Yet the listing of those who did go on the record inspires little confidence. Precision of reporting is too often sacrificed to lively narration. Even when the source is known, the attribution is frequently so fuzzy that we’re left wondering as to who serves as our eyes and ears. Even allowing for the dilemma of taking on the powerful, everyone still deserves their day in court, Abe Rosenthal included. Given, moreover, the rather sensational treatment of the subject, it’s hard to avoid questions of fairness--a question the author consistently flings at the staff and editors of the Times.

To cite one example: a dramatic confrontation between Rosenthal and apprehensive reporters--”the last quasi-organized attempt . . . to question the growing omnipotence of Abe Rosenthal”--is presented complete with the names of participants, dialogue, and personal observations (“at this point Abe got vituperative”). The source? “Several memories”; “someone”; “another reporter present”; and so on.
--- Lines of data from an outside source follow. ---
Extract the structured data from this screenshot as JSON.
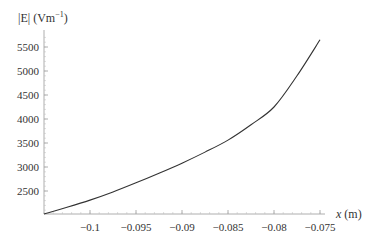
{
  "chart_data": {
    "type": "line",
    "title": "",
    "xlabel": "x (m)",
    "ylabel": "|E| (Vm^-1)",
    "ylabel_parts": {
      "main": "|E| (Vm",
      "sup": "−1",
      "close": ")"
    },
    "xlim": [
      -0.105,
      -0.075
    ],
    "ylim": [
      2020,
      5700
    ],
    "grid": false,
    "legend": null,
    "x_ticks": [
      -0.1,
      -0.095,
      -0.09,
      -0.085,
      -0.08,
      -0.075
    ],
    "x_tick_labels": [
      "−0.1",
      "−0.095",
      "−0.09",
      "−0.085",
      "−0.08",
      "−0.075"
    ],
    "y_ticks": [
      2500,
      3000,
      3500,
      4000,
      4500,
      5000,
      5500
    ],
    "y_tick_labels": [
      "2500",
      "3000",
      "3500",
      "4000",
      "4500",
      "5000",
      "5500"
    ],
    "series": [
      {
        "name": "|E|",
        "color": "#333333",
        "x": [
          -0.105,
          -0.1025,
          -0.1,
          -0.0975,
          -0.095,
          -0.0925,
          -0.09,
          -0.0875,
          -0.085,
          -0.0825,
          -0.08,
          -0.0775,
          -0.075
        ],
        "y": [
          2020,
          2160,
          2310,
          2480,
          2670,
          2870,
          3080,
          3310,
          3560,
          3880,
          4250,
          4900,
          5650
        ]
      }
    ]
  }
}
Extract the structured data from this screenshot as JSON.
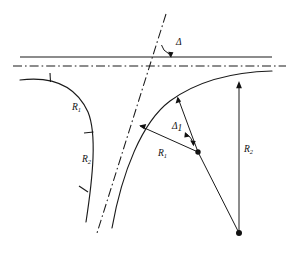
{
  "figure": {
    "type": "engineering-line-diagram",
    "background_color": "#ffffff",
    "line_color": "#1a1a1a",
    "width": 290,
    "height": 257
  },
  "labels": {
    "delta": "Δ",
    "delta_sub1_base": "Δ",
    "delta_sub1_sub": "1",
    "radius_left_upper_base": "R",
    "radius_left_upper_sub": "1",
    "radius_left_lower_base": "R",
    "radius_left_lower_sub": "2",
    "radius_right_inner_base": "R",
    "radius_right_inner_sub": "1",
    "radius_right_outer_base": "R",
    "radius_right_outer_sub": "2"
  },
  "geometry": {
    "solid_horizontal_line": {
      "x1": 20,
      "y1": 57,
      "x2": 272,
      "y2": 57
    },
    "dashdot_horizontal_line": {
      "x1": 13,
      "y1": 66,
      "x2": 286,
      "y2": 66
    },
    "dashdot_diagonal_line": {
      "x1": 166,
      "y1": 14,
      "x2": 97,
      "y2": 233
    },
    "left_curve": "M 20,80 C 52,76 76,86 88,112 C 97,134 93,176 86,222",
    "right_curve": "M 272,71 C 232,72 196,82 170,101 C 142,122 122,172 112,228",
    "delta_angle_vertex": {
      "x": 159,
      "y": 42
    },
    "delta_arrow_tip": {
      "x": 171,
      "y": 56
    },
    "center_vertex_dot": {
      "x": 198,
      "y": 152
    },
    "bottom_vertex_dot": {
      "x": 239,
      "y": 233
    },
    "radius_arrow_left_tip": {
      "x": 140,
      "y": 126
    },
    "radius_arrow_upper_tip": {
      "x": 178,
      "y": 97
    },
    "vertical_arrow": {
      "x": 239,
      "y_top": 82,
      "y_bottom": 233
    },
    "left_curve_ticks": [
      {
        "x": 50,
        "y": 77,
        "len": 9
      },
      {
        "x": 89,
        "y": 133,
        "len": 9
      },
      {
        "x": 85,
        "y": 190,
        "len": 9
      }
    ]
  }
}
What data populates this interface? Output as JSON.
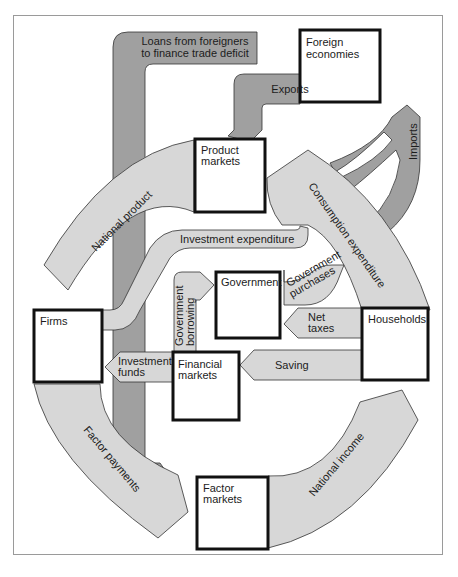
{
  "diagram": {
    "colors": {
      "light_flow": "#d7d7d7",
      "dark_flow": "#a0a0a0",
      "box_border": "#111111",
      "frame": "#9a9a9a"
    },
    "nodes": {
      "foreign": {
        "line1": "Foreign",
        "line2": "economies"
      },
      "product": {
        "line1": "Product",
        "line2": "markets"
      },
      "government": {
        "line1": "Government"
      },
      "households": {
        "line1": "Households"
      },
      "firms": {
        "line1": "Firms"
      },
      "financial": {
        "line1": "Financial",
        "line2": "markets"
      },
      "factor": {
        "line1": "Factor",
        "line2": "markets"
      }
    },
    "flows": {
      "loans": {
        "line1": "Loans from foreigners",
        "line2": "to finance trade deficit"
      },
      "exports": {
        "line1": "Exports"
      },
      "imports": {
        "line1": "Imports"
      },
      "national_product": {
        "line1": "National product"
      },
      "consumption": {
        "line1": "Consumption expenditure"
      },
      "investment_expenditure": {
        "line1": "Investment expenditure"
      },
      "gov_purchases": {
        "line1": "Government",
        "line2": "purchases"
      },
      "gov_borrowing": {
        "line1": "Government",
        "line2": "borrowing"
      },
      "net_taxes": {
        "line1": "Net",
        "line2": "taxes"
      },
      "saving": {
        "line1": "Saving"
      },
      "investment_funds": {
        "line1": "Investment",
        "line2": "funds"
      },
      "factor_payments": {
        "line1": "Factor payments"
      },
      "national_income": {
        "line1": "National income"
      }
    }
  }
}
Since 20 people allegedly attended, some of them now departed from the Times, the absence of a single named source is striking.

The author, moreover, uses those same anonymous sources to take swipes at other Times employees: One reporter is an “iron maiden who had equal concerns for her tough image and her hair curlers.” Another unnamed source drags in a colleague’s extramarital affairs, complete with details of a “stand-up embrace” indulged in at National Airport “in full view of the shuttle crowd”; presumably these anonymous sources needed protection from nothing more than a punch in the mouth.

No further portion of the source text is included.